Posted by on Oct 2, 2019 in Blog |

According to research from the Pew Research Center, 68 percent of adults in the US get their news online on social media.  Yet news, whether online or from traditional outlets, can be misleading. Spin is the term used to describe a slant in the way information is presented.

Unfortunately, many journalists rely on press releases in their writing and story production In fact,  one content analysis of 534 health-related press releases, their associated  534 peer reviewed articles as well as the 582 news stories written about the research, “exaggerations in press releases predicted exaggerations in news.”

Recently three internet-based, randomized control trials were conducted to determine the effects of spin on patients and caregivers. The results indicated that the spin of a story can influence reader’s beliefs – in the three studies, “participants were more likely to believe the treatment was beneficial when news stories were reported with spin.”

Vulnerability and Spin

When faced with a devastating diagnosis, patients and families try “whatever it takes” to find a cure. Unfortunately, there are people who will take advantage of that vulnerability. A story in the Washington Post titled “They turn to Facebook and YouTube to find a cure for cancer — and get sucked into a world of bogus medicine” describes how Google search engines can direct people to “dubious treatments” because someone has become a social media star.  An example from the article is a YouTube star who promoted a cancer killing smoothie that “saved her life.”  Uploaded in 2016, the video continues to play on, even though in 2017, the YouTube star had died of cancer.

Dr. David Gorski, a surgical oncologist, is working to debunk claims through his website, Science Based Medicine.  In one series of articles, he has called out charlatans who are taking advantage of those affected by DIPG, a rare brain cancer that occurs in children and the media who support them with spin.

“I’m calling out the media for shoehorning all these stories into the same narrative of loving families who had been told to ‘take their child home and make memories’ but refused to give up and instead found an “experimental” therapy, while either not mentioning or very much underplaying the utter lack of evidence for the therapy.{emphasis added} …I’m calling out media outlets who then spin the story of the child’s inevitable demise when it happens into a tale of triumph, rather than what it is, the story of a family victimized by unethical and arrogant doctors who to me are more accurately described as quacks.”

Reading summaries of the studies that are described in the news and researching reputable websites is critical. Medivizor’s service provides patients with access to those studies. Sign up.

Below is one of the TEDEd videos on misleading headlines. See how you do in seeing the headline’s problems.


■ **TASK BRIEF**:
Exactly the lines below from the one with "Locate the clothing element." up to and including the one with "Find *person* in" make up the answer, with nothing else added.

►

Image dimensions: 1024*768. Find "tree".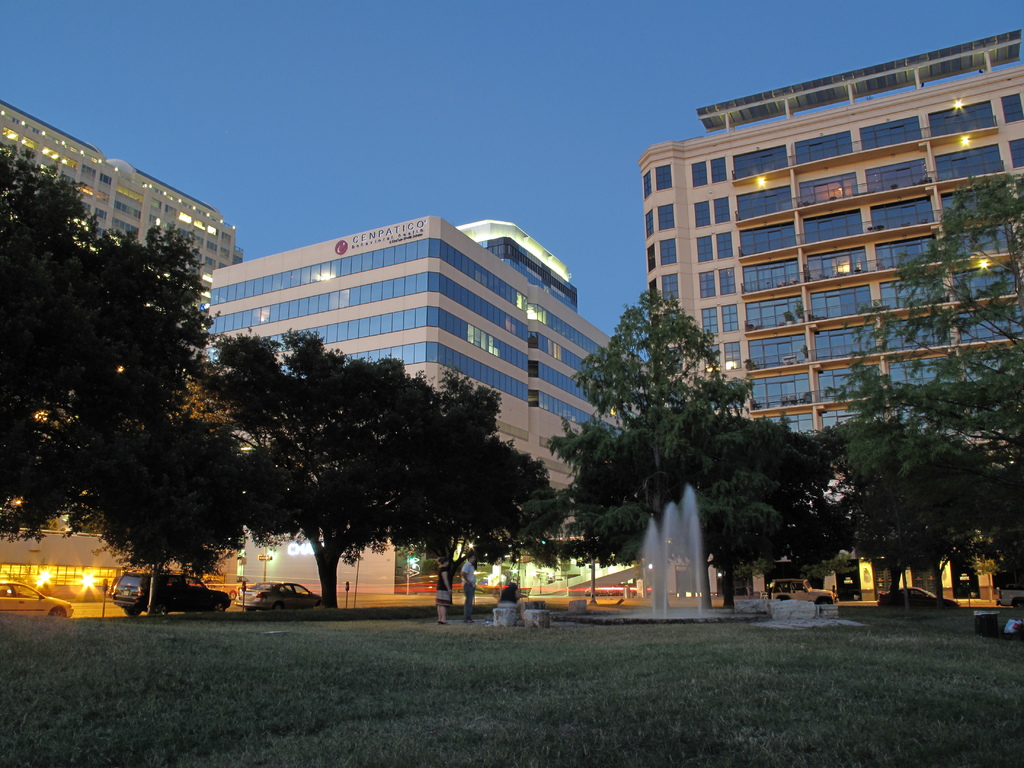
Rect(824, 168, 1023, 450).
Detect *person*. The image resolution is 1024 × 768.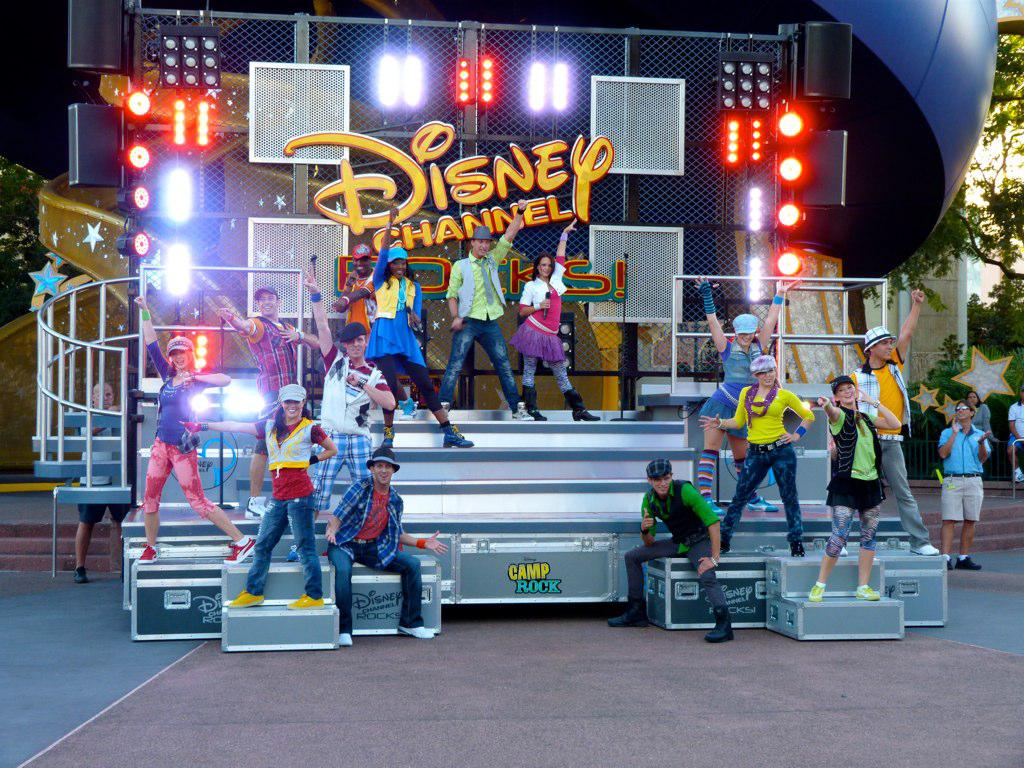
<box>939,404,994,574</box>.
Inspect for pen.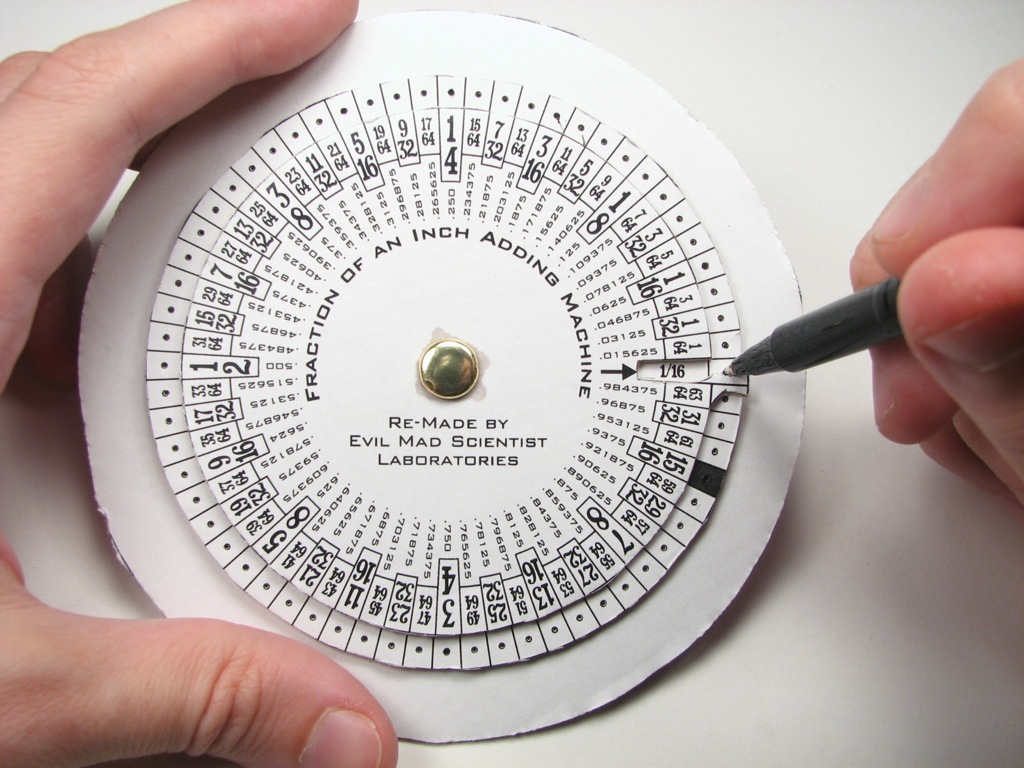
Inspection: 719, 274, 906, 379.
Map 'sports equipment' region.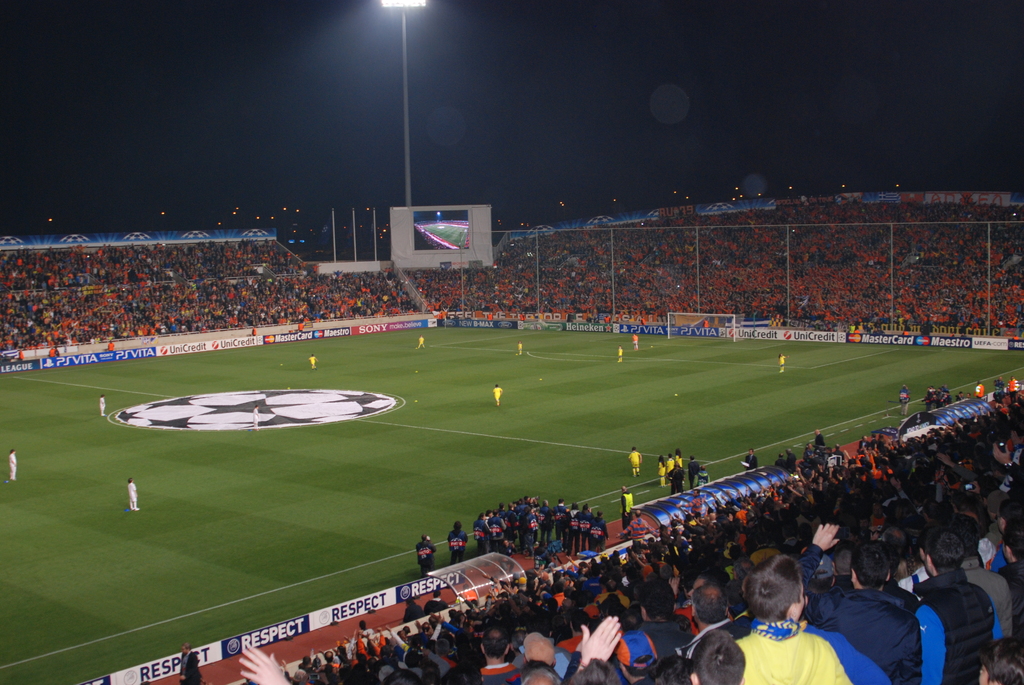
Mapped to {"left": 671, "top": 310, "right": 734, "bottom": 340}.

◄
►

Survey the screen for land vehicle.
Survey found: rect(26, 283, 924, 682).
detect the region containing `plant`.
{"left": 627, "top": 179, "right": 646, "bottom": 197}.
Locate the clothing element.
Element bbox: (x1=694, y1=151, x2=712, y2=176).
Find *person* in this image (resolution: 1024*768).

◄

■ **TASK SOLUTION**:
Locate the clothing element.
Element bbox: (x1=694, y1=151, x2=712, y2=176).
Find *person* in this image (resolution: 1024*768).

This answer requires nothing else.